A pointer to a pointer is just that. For example:

// Declare our double-indirection pointer.
char** ptr;
// And initialize it:
char s1[] = "hello";
char s2[] = "world";
ptr = malloc(sizeof(char*) * 2);
ptr[0] = s1;
ptr[1] = s2;
// ptr now points to a pointer that points to 'h'.
char* ptr2 = *ptr;
// ptr2 points to 'h'.
char* ptr3 = *(ptr + 1);
// ptr3 points to "w".
char c = **ptr; // could be written as *(*ptr)
// c = 'h'.
char c2 = *(*(ptr + 1));
// c2 = 'w'.
char c3 = *(*(ptr) + 1);
// c3 = 'e'.
Max Shawabkeh
gcc throws up wome warnings on that first line (initialization from incompatible pointer type, excess elements in scalar initializer). You're using an array initializer on a non-array type.
John Bode
You are right. Edited in a fix.
Max Shawabkeh
A: 

You may use them as you would a normal two-dimensional array. (Since effectively, that's what they are)

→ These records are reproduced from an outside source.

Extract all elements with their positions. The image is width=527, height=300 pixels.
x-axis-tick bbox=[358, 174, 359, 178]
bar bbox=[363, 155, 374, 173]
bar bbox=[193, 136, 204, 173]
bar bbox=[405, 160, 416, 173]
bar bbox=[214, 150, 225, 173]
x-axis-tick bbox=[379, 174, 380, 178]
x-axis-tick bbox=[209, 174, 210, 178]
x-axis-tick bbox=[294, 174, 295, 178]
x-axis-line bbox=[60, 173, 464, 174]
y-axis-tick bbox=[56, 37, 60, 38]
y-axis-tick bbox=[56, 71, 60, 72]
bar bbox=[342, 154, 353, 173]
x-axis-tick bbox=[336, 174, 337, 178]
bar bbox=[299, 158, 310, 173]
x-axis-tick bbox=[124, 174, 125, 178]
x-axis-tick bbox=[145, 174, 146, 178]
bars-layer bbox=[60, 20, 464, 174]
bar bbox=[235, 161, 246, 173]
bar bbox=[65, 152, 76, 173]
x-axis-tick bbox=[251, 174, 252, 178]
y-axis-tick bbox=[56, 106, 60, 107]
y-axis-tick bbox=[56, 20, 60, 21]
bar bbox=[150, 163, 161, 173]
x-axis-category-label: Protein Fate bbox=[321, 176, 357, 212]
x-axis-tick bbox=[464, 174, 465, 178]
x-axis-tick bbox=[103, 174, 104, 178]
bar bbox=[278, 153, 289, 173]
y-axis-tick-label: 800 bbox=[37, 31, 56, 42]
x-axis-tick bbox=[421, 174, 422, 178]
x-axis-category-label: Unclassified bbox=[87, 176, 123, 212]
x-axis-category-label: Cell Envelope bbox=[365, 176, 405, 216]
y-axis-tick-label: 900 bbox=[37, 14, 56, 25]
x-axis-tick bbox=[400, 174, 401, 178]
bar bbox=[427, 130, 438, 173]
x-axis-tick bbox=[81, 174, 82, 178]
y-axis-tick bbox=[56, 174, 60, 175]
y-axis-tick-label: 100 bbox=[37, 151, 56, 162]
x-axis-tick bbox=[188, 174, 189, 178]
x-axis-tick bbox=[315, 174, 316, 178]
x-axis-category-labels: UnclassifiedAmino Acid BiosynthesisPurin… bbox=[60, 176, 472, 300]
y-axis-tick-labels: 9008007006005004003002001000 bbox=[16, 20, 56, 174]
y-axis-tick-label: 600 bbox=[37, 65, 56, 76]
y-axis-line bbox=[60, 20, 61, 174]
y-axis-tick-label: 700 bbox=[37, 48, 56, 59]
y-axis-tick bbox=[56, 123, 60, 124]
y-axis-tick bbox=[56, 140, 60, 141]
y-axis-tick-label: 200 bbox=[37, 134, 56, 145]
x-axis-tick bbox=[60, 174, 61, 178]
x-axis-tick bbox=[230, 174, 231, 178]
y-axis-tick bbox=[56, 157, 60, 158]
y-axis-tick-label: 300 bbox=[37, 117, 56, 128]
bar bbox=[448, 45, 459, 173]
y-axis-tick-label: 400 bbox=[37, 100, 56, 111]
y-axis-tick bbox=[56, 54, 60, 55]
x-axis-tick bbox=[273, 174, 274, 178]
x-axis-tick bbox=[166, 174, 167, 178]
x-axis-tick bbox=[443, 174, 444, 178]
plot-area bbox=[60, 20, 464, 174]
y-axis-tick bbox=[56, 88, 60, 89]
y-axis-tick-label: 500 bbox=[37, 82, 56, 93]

char** ptr = {"lorem", "ipsum", "dolor"};
char* s1 = ptr[0]; //Points to the beginning of "lorem"
char* s2 = ptr[1]; //Points to the beginning of "ipsum"
char c = ptr[2][4]; //Contains 'r'

This is due to the fact that:

int *a;
//...
int i = a[6];
int j = *(a + 6); //Same as previous line!

Cheers,

Amit Ron--

Amit Ron
+6  A: 
John Bode
+1, however "`ptr` and `ptr[0]` both point to the beginning of the first string in the list" is incorrect. Unlike the case with 2D arrays (which are contiguous across all their dimensions), `ptr` does not point to the same place as `ptr[0]`.
Max Shawabkeh
To make your first example work: `char* ary[] = {"foo", "bar", "bletch"}; char** ptr = ` This would declare `ptr` as a "pointer-to-array" and since each array element is a string (which is itself an array), `ptr` is in essence a "pointer-to-array-of-arrays". Be careful when doing a double-dereference with this type of `char**` pointer; since the strings aren't the same length, you'll want to make certain you perform all necessary bounds checking.
bta
@Max - you are correct (had arrays on the brain for some reason). I've removed that statement. Thanks for the catch.
John Bode
How does double indirection gets saved in the memory?